Checklist Logic: Packaging Type vs. Specification

I’m working on a CBT course which takes the student though the checklist process. They have a shipment, they review the criteria associated with the checklist number and then click on their choice to review whether their thought process was correct. So in this example there’s a PG I toxic material. It’s in an authorized 4G package as per PI 652. But obviously when you get to item 46 on the checklist you have to reject it because it’s a 4G/Y.

So I have a couple things I can tell the student about which to check no or yes:

A: Checklist item 31 is asking about the authorized packaging type, a 4G is indeed authorized so you’d check “yes.” When you get to checklist 46 you check “no” because “Y” isn’t authorized for PG I.

B: Go ahead and mark item 31 “No” because even though you haven’t gotten to checklist item 46 yet you should probably be able to pick up the error before you get there and thus both 31 and 46 are no.

C: Check item 31 “yes” because 4G is authorized, and 46 “no” but then go back and cross out 31 and change the “yes” to a “no” because once you got to item 46 you realized the error.

My gut feeling is that “A” is the correct way to go — there are two different questions, the first is asking about the packaging type which is indeed authorized, and it’s not until you get to item 46 that you have a chance to mark “no” for the XYZ code. I think the other benefit of doing it this way is that for the customer, it’s less confusing — if they get a “no” on the packaging type it might confuse them as the box they used is the right type, just the wrong specs.

Humans (for now) have an easier time with ambiguity than computer systems which are still for the moment, binary.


Please copy every line from the following entries in which the word "stripe" appears.

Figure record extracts
-.-.-
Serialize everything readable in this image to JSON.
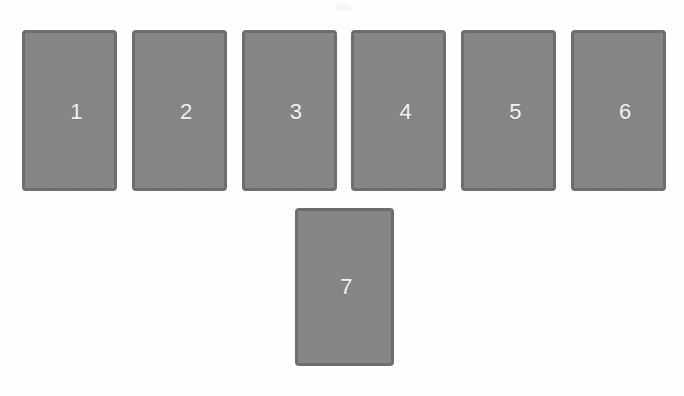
{
  "background_color": "#fefefe",
  "card_style": {
    "fill_color": "#878787",
    "border_color": "#6d6d6d",
    "label_color": "#f2f2f2"
  },
  "rows": {
    "top_row": {
      "name": "top-card-row",
      "cards": [
        {
          "label": "1"
        },
        {
          "label": "2"
        },
        {
          "label": "3"
        },
        {
          "label": "4"
        },
        {
          "label": "5"
        },
        {
          "label": "6"
        }
      ]
    },
    "bottom_row": {
      "name": "bottom-card-row",
      "cards": [
        {
          "label": "7"
        }
      ]
    }
  }
}
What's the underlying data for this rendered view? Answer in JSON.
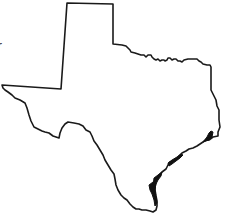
{
  "map": {
    "subject": "Texas state outline",
    "stroke_color": "#1a1a1a",
    "background_color": "#ffffff"
  },
  "labels": {
    "cropped_left_text": "r"
  }
}
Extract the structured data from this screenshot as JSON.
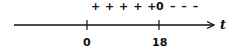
{
  "diagram": {
    "type": "sign-chart",
    "variable": "t",
    "signs": {
      "positive_region": "+ + + + +",
      "zero_marker": "0",
      "negative_region": "– – –"
    },
    "ticks": [
      {
        "value": 0,
        "label": "0"
      },
      {
        "value": 18,
        "label": "18"
      }
    ],
    "colors": {
      "line": "#111111",
      "background": "#ffffff"
    }
  }
}
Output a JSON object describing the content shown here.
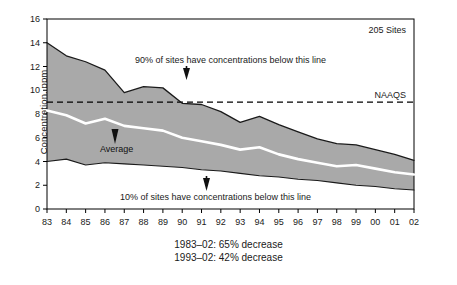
{
  "chart_data": {
    "type": "area",
    "title": "",
    "subtitle": "",
    "xlabel": "",
    "ylabel": "Concentration, ppm",
    "ylim": [
      0,
      16
    ],
    "ytick_values": [
      0,
      2,
      4,
      6,
      8,
      10,
      12,
      14,
      16
    ],
    "ytick_labels": [
      "0",
      "2",
      "4",
      "6",
      "8",
      "10",
      "12",
      "14",
      "16"
    ],
    "grid": false,
    "legend_position": "none",
    "x": [
      1983,
      1984,
      1985,
      1986,
      1987,
      1988,
      1989,
      1990,
      1991,
      1992,
      1993,
      1994,
      1995,
      1996,
      1997,
      1998,
      1999,
      2000,
      2001,
      2002
    ],
    "categories": [
      "83",
      "84",
      "85",
      "86",
      "87",
      "88",
      "89",
      "90",
      "91",
      "92",
      "93",
      "94",
      "95",
      "96",
      "97",
      "98",
      "99",
      "00",
      "01",
      "02"
    ],
    "series": [
      {
        "name": "90th percentile",
        "label": "90% of sites have concentrations below this line",
        "values": [
          14.0,
          12.9,
          12.4,
          11.7,
          9.8,
          10.3,
          10.2,
          8.9,
          8.8,
          8.2,
          7.3,
          7.8,
          7.1,
          6.5,
          5.9,
          5.5,
          5.4,
          5.0,
          4.6,
          4.1
        ]
      },
      {
        "name": "Average",
        "label": "Average",
        "values": [
          8.3,
          7.9,
          7.2,
          7.6,
          7.0,
          6.8,
          6.6,
          6.0,
          5.7,
          5.4,
          5.0,
          5.2,
          4.6,
          4.2,
          3.9,
          3.6,
          3.7,
          3.4,
          3.1,
          2.9
        ]
      },
      {
        "name": "10th percentile",
        "label": "10% of sites have concentrations below this line",
        "values": [
          4.0,
          4.2,
          3.7,
          3.9,
          3.8,
          3.7,
          3.6,
          3.5,
          3.3,
          3.2,
          3.0,
          2.8,
          2.7,
          2.5,
          2.4,
          2.2,
          2.0,
          1.9,
          1.7,
          1.6
        ]
      }
    ],
    "reference_line": {
      "label": "NAAQS",
      "value": 9.0,
      "style": "dashed"
    },
    "annotations": [
      {
        "name": "sites-count",
        "text": "205 Sites"
      },
      {
        "name": "upper-band-note",
        "text": "90% of sites have concentrations below this line"
      },
      {
        "name": "average-note",
        "text": "Average"
      },
      {
        "name": "lower-band-note",
        "text": "10% of sites have concentrations below this line"
      }
    ],
    "captions": [
      "1983–02: 65% decrease",
      "1993–02: 42% decrease"
    ],
    "colors": {
      "band_fill": "#a9a9a9",
      "band_edge": "#1a1a1a",
      "average_line": "#ffffff",
      "reference_line": "#000000",
      "axis": "#000000",
      "text": "#1a1a1a"
    }
  },
  "axis": {
    "y_title": "Concentration, ppm",
    "y_ticks": [
      "16",
      "14",
      "12",
      "10",
      "8",
      "6",
      "4",
      "2",
      "0"
    ],
    "x_ticks": [
      "83",
      "84",
      "85",
      "86",
      "87",
      "88",
      "89",
      "90",
      "91",
      "92",
      "93",
      "94",
      "95",
      "96",
      "97",
      "98",
      "99",
      "00",
      "01",
      "02"
    ]
  },
  "labels": {
    "sites": "205 Sites",
    "naaqs": "NAAQS",
    "upper_note": "90% of sites have concentrations below this line",
    "average_note": "Average",
    "lower_note": "10% of sites have concentrations below this line"
  },
  "captions": {
    "line1": "1983–02: 65% decrease",
    "line2": "1993–02: 42% decrease"
  }
}
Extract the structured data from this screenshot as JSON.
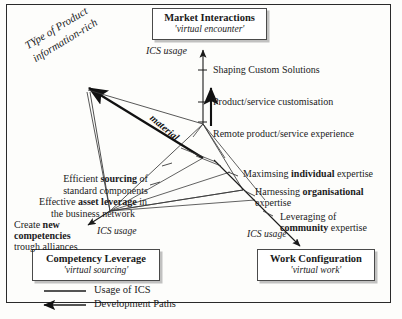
{
  "figure": {
    "nodes": [
      {
        "id": "market",
        "title": "Market Interactions",
        "subtitle": "'virtual encounter'"
      },
      {
        "id": "competency",
        "title": "Competency Leverage",
        "subtitle": "'virtual sourcing'"
      },
      {
        "id": "work",
        "title": "Work Configuration",
        "subtitle": "'virtual work'"
      }
    ],
    "axis_labels": {
      "top": "ICS usage",
      "left": "ICS usage",
      "right": "ICS usage"
    },
    "rotated_axis": {
      "line1": "TYpe of Product",
      "line2": "information-rich"
    },
    "diagonal_label": "material",
    "market_items": [
      "Shaping Custom Solutions",
      "Product/service customisation",
      "Remote product/service experience"
    ],
    "competency_items": [
      {
        "pre": "Efficient ",
        "bold": "sourcing",
        "post": " of",
        "line2": "standard components"
      },
      {
        "pre": "Effective ",
        "bold": "asset leverage",
        "post": " in",
        "line2": "the business network"
      },
      {
        "pre": "Create ",
        "bold": "new",
        "post": "",
        "line2b": "competencies",
        "line3": "trough alliances"
      }
    ],
    "work_items": [
      {
        "pre": "Maximsing ",
        "bold": "individual",
        "post": " expertise"
      },
      {
        "pre": "Harnessing ",
        "bold": "organisational",
        "post": "",
        "line2": "expertise"
      },
      {
        "pre": "Leveraging of",
        "bold": "community",
        "post": " expertise"
      }
    ],
    "legend": [
      {
        "key": "solid-line",
        "label": "Usage of ICS"
      },
      {
        "key": "arrow-line",
        "label": "Development Paths"
      }
    ]
  }
}
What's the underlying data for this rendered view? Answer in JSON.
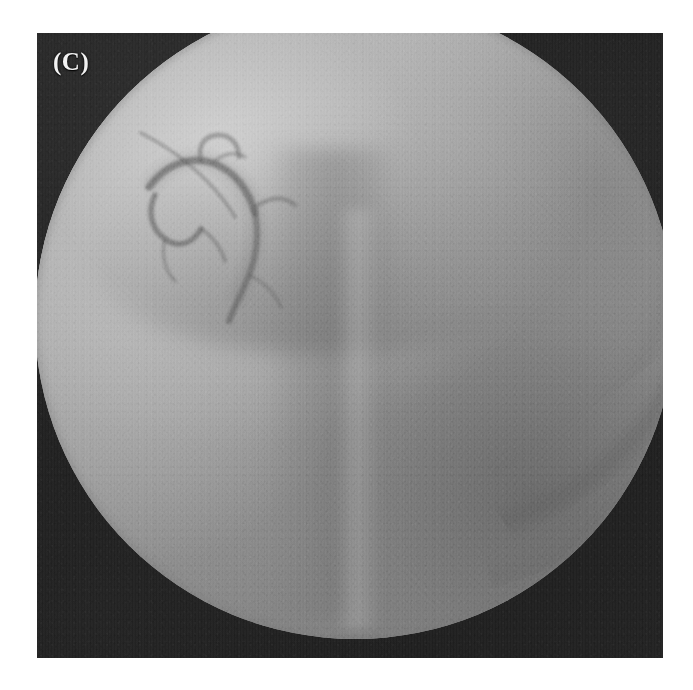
{
  "figure": {
    "panel_label": "(C)",
    "modality": "fluoroscopic radiograph",
    "caption": "",
    "background_color": "#ffffff"
  },
  "frame": {
    "x": 37,
    "y": 33,
    "width": 626,
    "height": 625,
    "border_color": "#1d1d1d",
    "collimation_color": "#1f1f1f"
  },
  "field_of_view": {
    "shape": "circle",
    "center_x": 318,
    "center_y": 286,
    "radius": 320,
    "clipped_edges": [
      "top",
      "bottom"
    ],
    "bright_color": "#c6c6c6",
    "mid_color": "#9b9b9b",
    "dark_color": "#7f7f7f"
  },
  "anatomy": [
    {
      "name": "rib-band-outer",
      "label": "Right costal arch shadow",
      "tone": "dark"
    },
    {
      "name": "rib-band-inner",
      "label": "Inner rib arc",
      "tone": "dark"
    },
    {
      "name": "rib-band-lower",
      "label": "Lower rib arc",
      "tone": "dark"
    },
    {
      "name": "diaphragm-shadow",
      "label": "Diaphragmatic / hepatic dome shadow",
      "tone": "dark"
    },
    {
      "name": "spine-column",
      "label": "Vertebral column",
      "tone": "dark"
    },
    {
      "name": "paraspinal-stripe",
      "label": "Paraspinal bright stripe",
      "tone": "bright"
    },
    {
      "name": "pelvic-shadow",
      "label": "Lower soft-tissue shadow",
      "tone": "dark"
    },
    {
      "name": "contrast-tree",
      "label": "Contrast-filled ductal tree",
      "tone": "dark"
    },
    {
      "name": "catheter-line",
      "label": "Catheter",
      "tone": "dark"
    }
  ],
  "texture": {
    "grain": "film-grain",
    "grain_opacity": 0.3,
    "scan_lines": true
  }
}
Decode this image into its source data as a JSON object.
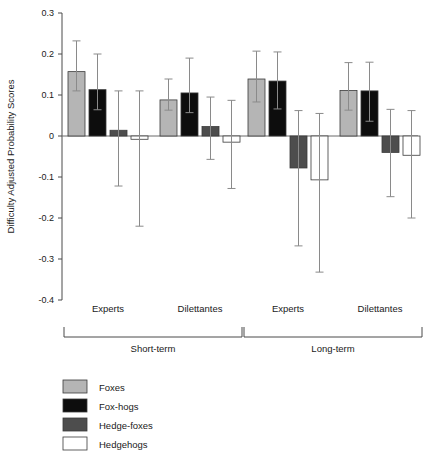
-.-.-
**SOLUTION:**
      "name": "paraspinal-stripe",
      "label": "Paraspinal bright stripe",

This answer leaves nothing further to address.